Route to DeepSeek V4-Pro when:

  • Long-context analysis (1M token codebase ingestion, multi-document synthesis)
  • Agentic workflows with 20+ steps (interleaved thinking retention)
  • High-volume batch processing where cost is the constraint
  • Self-hosting or private infrastructure is required
  • You want open weights for fine-tuning on domain data

Route to DeepSeek V4-Flash when:

  • High-frequency, lower-complexity tasks ($0.28/M output)
  • First-pass triage or pre-processing before escalation to a stronger model
  • Any use case where V4-Pro would work but volume makes cost prohibitive

Route to GPT-5.5 when:

  • Extreme long-context reasoning (1M tokens, MRCR v2 at 74%)
  • Agentic computer use tasks via OpenAI Codex
  • Speed is a priority (GPT-5.5 Fast Mode: 1.5× faster tokens)
  • Deep OpenAI ecosystem integration (ChatGPT, Codex)

Skip GPT-5.5 Pro unless:

  • You have specific enterprise contracts with OpenAI
  • The $180/M output cost is justifiable for specialized, low-volume, high-stakes tasks
  • The 58.6% SWE-bench score won't matter for your use case

The optimal architecture for most teams: route 60–70% of traffic to V4-Flash for high-volume/low-complexity tasks, escalate coding to Claude Opus 4.7, use GPT-5.5 for long-context document tasks. This pattern typically reduces costs 40–60% compared to running everything through a single frontier model.


The Bottom Line

Three models, three different bets on what matters:

Claude Opus 4.7 is the best coding model at 87.6% SWE-bench verified. It leads on hard reasoning. It hallucinates least. It costs $25/M output tokens. For high-stakes code and reasoning work, it remains the default.

DeepSeek V4-Pro is 7× cheaper than Claude, open-source, and within 10 points on most coding benchmarks. The 9-point gap on Humanity's Last Exam matters for hard reasoning. For everything else, the cost case is compelling — especially with 1M context native and interleaved thinking for agents.

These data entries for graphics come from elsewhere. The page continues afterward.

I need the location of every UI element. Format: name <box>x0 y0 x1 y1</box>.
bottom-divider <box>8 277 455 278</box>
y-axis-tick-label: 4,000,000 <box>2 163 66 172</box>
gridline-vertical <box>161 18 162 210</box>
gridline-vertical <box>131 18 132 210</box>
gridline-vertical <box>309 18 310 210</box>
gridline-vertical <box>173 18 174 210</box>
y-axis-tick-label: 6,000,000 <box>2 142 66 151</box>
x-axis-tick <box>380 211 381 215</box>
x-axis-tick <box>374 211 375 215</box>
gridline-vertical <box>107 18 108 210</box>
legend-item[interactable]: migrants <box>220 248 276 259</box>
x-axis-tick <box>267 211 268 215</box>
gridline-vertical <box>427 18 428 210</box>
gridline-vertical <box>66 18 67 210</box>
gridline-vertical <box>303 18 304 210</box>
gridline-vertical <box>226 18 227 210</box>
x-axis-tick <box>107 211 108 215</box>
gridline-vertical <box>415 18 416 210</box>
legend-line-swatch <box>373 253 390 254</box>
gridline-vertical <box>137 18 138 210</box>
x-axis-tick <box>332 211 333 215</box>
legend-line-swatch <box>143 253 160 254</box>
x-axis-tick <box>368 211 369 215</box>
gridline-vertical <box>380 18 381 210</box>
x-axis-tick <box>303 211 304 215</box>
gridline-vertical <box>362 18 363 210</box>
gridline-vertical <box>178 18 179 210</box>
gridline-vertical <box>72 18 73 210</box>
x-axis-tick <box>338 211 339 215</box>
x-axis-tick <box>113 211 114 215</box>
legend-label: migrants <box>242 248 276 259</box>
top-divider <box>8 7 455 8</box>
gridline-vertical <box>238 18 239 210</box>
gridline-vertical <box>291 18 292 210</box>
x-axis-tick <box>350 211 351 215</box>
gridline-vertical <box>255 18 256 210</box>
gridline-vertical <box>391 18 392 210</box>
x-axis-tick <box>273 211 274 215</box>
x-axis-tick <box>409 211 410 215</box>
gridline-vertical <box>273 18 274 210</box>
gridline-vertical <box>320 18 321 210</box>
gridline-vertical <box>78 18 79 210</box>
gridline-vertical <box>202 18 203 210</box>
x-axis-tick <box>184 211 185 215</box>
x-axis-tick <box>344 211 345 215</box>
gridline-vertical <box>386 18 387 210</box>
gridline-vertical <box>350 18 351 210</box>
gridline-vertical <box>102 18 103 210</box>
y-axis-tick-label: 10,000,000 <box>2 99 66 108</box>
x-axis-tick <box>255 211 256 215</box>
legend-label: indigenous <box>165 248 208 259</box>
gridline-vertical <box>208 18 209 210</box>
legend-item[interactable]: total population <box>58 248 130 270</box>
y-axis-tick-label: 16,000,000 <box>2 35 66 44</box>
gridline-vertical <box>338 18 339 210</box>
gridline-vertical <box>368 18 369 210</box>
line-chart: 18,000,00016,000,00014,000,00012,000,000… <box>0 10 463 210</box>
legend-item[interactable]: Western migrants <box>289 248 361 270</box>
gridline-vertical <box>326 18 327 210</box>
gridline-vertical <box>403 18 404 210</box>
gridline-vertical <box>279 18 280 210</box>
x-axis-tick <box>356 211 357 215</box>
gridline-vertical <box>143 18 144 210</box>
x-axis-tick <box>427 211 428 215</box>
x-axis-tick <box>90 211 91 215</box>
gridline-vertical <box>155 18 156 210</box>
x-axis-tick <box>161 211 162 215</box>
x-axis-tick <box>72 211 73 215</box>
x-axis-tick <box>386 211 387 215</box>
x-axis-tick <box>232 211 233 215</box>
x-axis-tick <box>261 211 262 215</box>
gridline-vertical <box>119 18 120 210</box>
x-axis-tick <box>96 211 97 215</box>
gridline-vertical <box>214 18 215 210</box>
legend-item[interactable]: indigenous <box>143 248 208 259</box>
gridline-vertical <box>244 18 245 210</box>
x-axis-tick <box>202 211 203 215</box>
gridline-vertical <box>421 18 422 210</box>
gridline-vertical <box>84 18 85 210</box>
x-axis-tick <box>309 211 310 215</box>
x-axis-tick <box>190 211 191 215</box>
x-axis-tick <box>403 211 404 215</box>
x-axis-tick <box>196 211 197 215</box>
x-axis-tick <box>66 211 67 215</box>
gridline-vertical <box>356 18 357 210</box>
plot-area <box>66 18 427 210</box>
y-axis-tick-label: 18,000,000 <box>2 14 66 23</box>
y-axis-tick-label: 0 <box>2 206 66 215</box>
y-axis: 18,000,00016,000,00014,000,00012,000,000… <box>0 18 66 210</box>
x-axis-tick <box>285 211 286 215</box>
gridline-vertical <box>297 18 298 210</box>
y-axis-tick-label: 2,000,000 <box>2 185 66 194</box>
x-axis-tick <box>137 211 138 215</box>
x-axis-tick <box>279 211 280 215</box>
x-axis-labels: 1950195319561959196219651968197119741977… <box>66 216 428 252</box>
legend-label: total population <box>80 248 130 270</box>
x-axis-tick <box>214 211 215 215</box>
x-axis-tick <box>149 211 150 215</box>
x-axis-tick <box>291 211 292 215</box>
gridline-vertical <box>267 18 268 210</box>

GPT-5.5 wins the intelligence index at 60 points and made a massive long-context leap. But the 86% hallucination rate and $30/M output cost make it a niche choice: buy it when you specifically need that long-context reasoning, and verify outputs carefully.

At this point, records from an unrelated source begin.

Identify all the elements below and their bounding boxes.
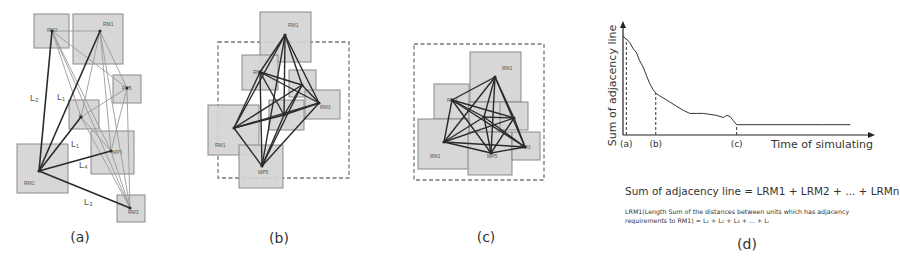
- y-axis-arrow-icon: [620, 21, 626, 28]
- x-tick-label: (c): [731, 139, 743, 149]
- caption-d: (d): [727, 236, 767, 252]
- x-axis-label: Time of simulating: [770, 138, 873, 151]
- room-label: RM1: [24, 180, 35, 186]
- adjacency-line-chart: (a)(b)(c)Time of simulatingSum of adjace…: [0, 0, 873, 180]
- length-label: L₃: [84, 197, 93, 207]
- room-node: [128, 206, 131, 209]
- x-tick-label: (a): [620, 139, 633, 149]
- x-tick-label: (b): [649, 139, 662, 149]
- caption-b: (b): [259, 230, 299, 246]
- caption-a: (a): [60, 229, 100, 245]
- panel-d-chart: (a)(b)(c)Time of simulatingSum of adjace…: [0, 0, 873, 180]
- room-label: RM3: [128, 209, 139, 215]
- series-line: [623, 36, 850, 125]
- formula-sum-adjacency: Sum of adjacency line = LRM1 + LRM2 + ..…: [625, 185, 900, 197]
- formula-lrm1-definition: LRM1(Length Sum of the distances between…: [625, 207, 865, 225]
- caption-c: (c): [466, 229, 506, 245]
- chart-plot: (a)(b)(c)Time of simulatingSum of adjace…: [606, 21, 875, 151]
- y-axis-label: Sum of adjacency line: [606, 25, 619, 147]
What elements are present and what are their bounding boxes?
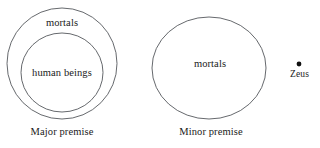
zeus-point-label: Zeus [279,70,320,80]
zeus-point-dot [297,62,302,67]
major-premise-inner-set-label: human beings [0,68,124,79]
euler-diagram-figure: mortals human beings Major premise morta… [0,0,320,148]
major-premise-outer-set-label: mortals [0,18,124,29]
minor-premise-set-label: mortals [150,59,270,70]
major-premise-caption: Major premise [0,127,124,138]
minor-premise-caption: Minor premise [148,127,274,138]
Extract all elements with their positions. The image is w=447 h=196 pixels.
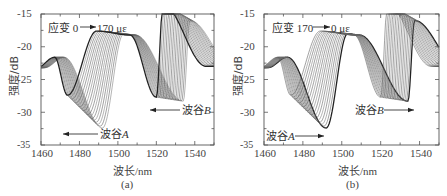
xtick-label: 1500 [332, 148, 354, 159]
ytick-label: -35 [17, 139, 30, 150]
dip-a-label: 波谷A [266, 130, 295, 142]
strain-annotation-end: 0 με [331, 22, 350, 34]
dip-b-label: 波谷B [182, 104, 211, 116]
xtick-label: 1520 [146, 148, 168, 159]
subfigure-label: (a) [121, 178, 133, 190]
xtick-label: 1500 [108, 148, 130, 159]
strain-annotation-end: 170 με [97, 22, 127, 34]
dip-b-label: 波谷B [355, 104, 384, 116]
ytick-label: -30 [17, 107, 32, 118]
arrow-head-icon [408, 108, 414, 112]
ytick-label: -30 [240, 107, 255, 118]
arrow-head-icon [63, 132, 69, 136]
x-axis-label: 波长/nm [338, 162, 377, 178]
y-axis-label: 强度/dB [229, 51, 245, 101]
chart-panel-a: -15 -20 -25 -30 -35 1460 1480 1500 1520 … [0, 0, 224, 196]
xtick-label: 1540 [410, 148, 432, 159]
xtick-label: 1460 [254, 148, 276, 159]
xtick-label: 1460 [31, 148, 53, 159]
xtick-label: 1520 [371, 148, 393, 159]
arrow-head-icon [318, 134, 324, 138]
strain-annotation-start: 应变 170 [272, 22, 313, 34]
strain-annotation-start: 应变 0 [48, 22, 78, 34]
xtick-label: 1480 [293, 148, 315, 159]
ytick-label: -35 [240, 139, 253, 150]
subfigure-label: (b) [346, 178, 359, 190]
arrow-head-icon [150, 108, 156, 112]
ytick-label: -15 [240, 8, 255, 19]
y-axis-label: 强度/dB [5, 51, 21, 101]
arrow-head-icon [324, 25, 330, 29]
xtick-label: 1480 [69, 148, 91, 159]
xtick-label: 1540 [184, 148, 206, 159]
arrow-head-icon [90, 25, 96, 29]
ytick-label: -15 [17, 8, 32, 19]
x-axis-label: 波长/nm [113, 162, 152, 178]
dip-a-label: 波谷A [100, 128, 129, 140]
chart-panel-b: -15 -20 -25 -30 -35 1460 1480 1500 1520 … [224, 0, 447, 196]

The frontier in 2026 is not a single model. It's a routing layer.


For the coding-specific comparison, see GPT-5.5 vs Claude Code: Which AI Should You Use for Agentic Development?

For a deeper look at the Chinese open-source cost story, see Kimi K2.6 vs Claude Opus 4.7: The 88% Cost Advantage

CL

About ComputeLeap Team

The ComputeLeap editorial team covers AI tools, agents, and products — helping readers discover and use artificial intelligence to work smarter.